Mayor Antonio Villaraigosa’s effort could cost up to $2 billion and affect a wide range of daily activities. For example, residents would be urged to change their clothes’ washers, and new restrictions would be placed on how and when they could water lawns and clean cars.
Financial incentives and building code changes would be used to incorporate high-tech conservation equipment in homes and businesses. Builders would be pushed to install waterless urinals, weather-sensitive sprinkler systems and porous parking lot paving that allows rain to percolate into groundwater supplies.
(15 May 2008)
Water and energy are closely connected. It takes lots of energy to store, process and deliver water — especially drinking water. Conversely, water is used in the generation of power. -BA
Los Angeles Eyes Sewage as a Source of Water
Randal C. Archibold, New York Times
LOS ANGELES – Faced with a persistent drought and the threat of tighter water supplies, Los Angeles plans to begin using heavily cleansed sewage to increase drinking water supplies, joining a growing number of cities considering similar measures.

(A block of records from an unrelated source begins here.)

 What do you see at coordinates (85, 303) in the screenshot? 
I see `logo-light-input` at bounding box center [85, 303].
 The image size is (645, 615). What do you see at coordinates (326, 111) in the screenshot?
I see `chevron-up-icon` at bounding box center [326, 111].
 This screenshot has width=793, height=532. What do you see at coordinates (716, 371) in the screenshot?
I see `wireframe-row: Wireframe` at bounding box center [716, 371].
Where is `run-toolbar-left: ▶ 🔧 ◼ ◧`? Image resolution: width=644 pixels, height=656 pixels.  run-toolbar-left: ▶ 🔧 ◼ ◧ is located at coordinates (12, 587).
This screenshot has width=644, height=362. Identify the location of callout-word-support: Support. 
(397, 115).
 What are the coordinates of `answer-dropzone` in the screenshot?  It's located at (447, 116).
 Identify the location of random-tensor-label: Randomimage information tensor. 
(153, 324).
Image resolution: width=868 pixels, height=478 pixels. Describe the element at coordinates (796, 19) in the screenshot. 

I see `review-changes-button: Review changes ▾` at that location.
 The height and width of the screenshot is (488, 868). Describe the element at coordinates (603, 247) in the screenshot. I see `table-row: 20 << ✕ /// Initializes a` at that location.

Mayor Antonio R. Villaraigosa, who opposed such a plan a decade ago over safety concerns, announced the proposal on Thursday as part of a package of initiatives to put the city, the nation’s second largest, on a stricter water budget. The other plans include increasing fines for watering lawns during restricted times, tapping into and cleaning more groundwater, and encouraging businesses and residents to use more efficient sprinklers and plumbing fixtures.
The move comes as California braces for the possibility of the most severe water shortages in decades.

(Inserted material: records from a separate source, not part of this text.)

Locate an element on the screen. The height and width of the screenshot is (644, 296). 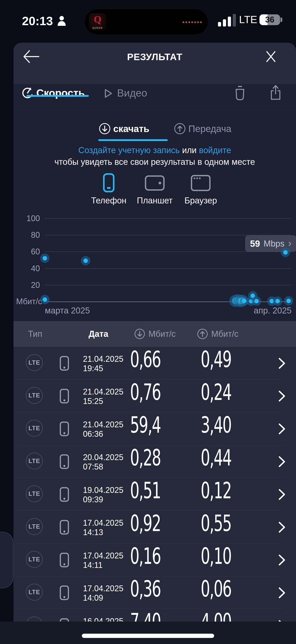
table-row: LTE 21.04.2025 19:45 0,66 0,49 is located at coordinates (155, 364).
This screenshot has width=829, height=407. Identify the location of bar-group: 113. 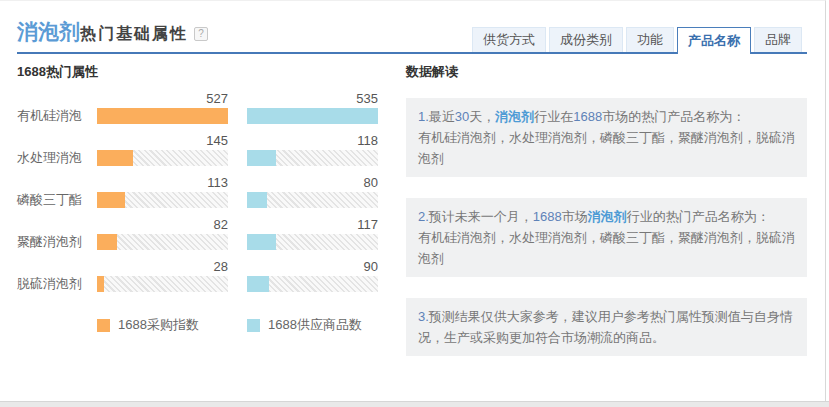
(162, 192).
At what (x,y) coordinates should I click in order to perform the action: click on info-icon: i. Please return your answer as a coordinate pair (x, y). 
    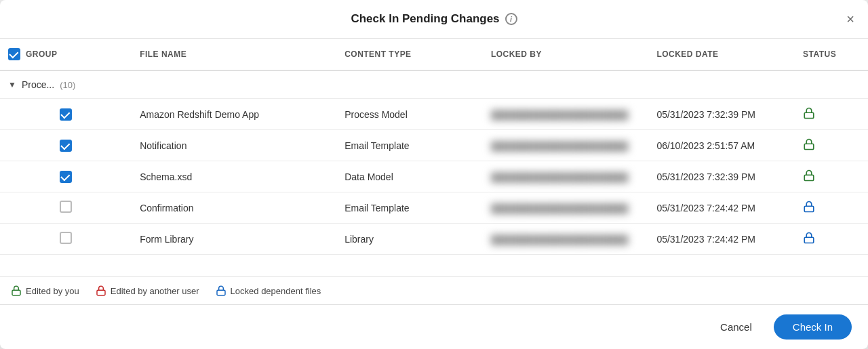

Snowfall in the Sierra Nevada, which supplies about a third of Los Angeles’s water, is short of expectations. At the same time, the Western drought has lowered supplies in reservoirs, while legal rulings to protect endangered species will curtail water deliveries from Northern California.
(16 May 2008)
South California Faces Summer Power Challenge
Bernard Woodall, Reuters via Planet Ark
Southern California’s electricity system will be challenged this summer, and power emergencies may result if an extended drought leads to massive wildfires, the main US electricity reliability watchdog said on Wednesday.
Southern California is the area that most concerns analysts at the North American Electric Reliability Corp (NERC), which on Wednesday issued its summer 2008 outlook.
Of Southern California, NERC said, “capacity margins will remain tight. Significant amounts of imported power are required to fortify capacity margins and preserve reliability, resulting in heavily loaded transmission lines into this area during peak conditions.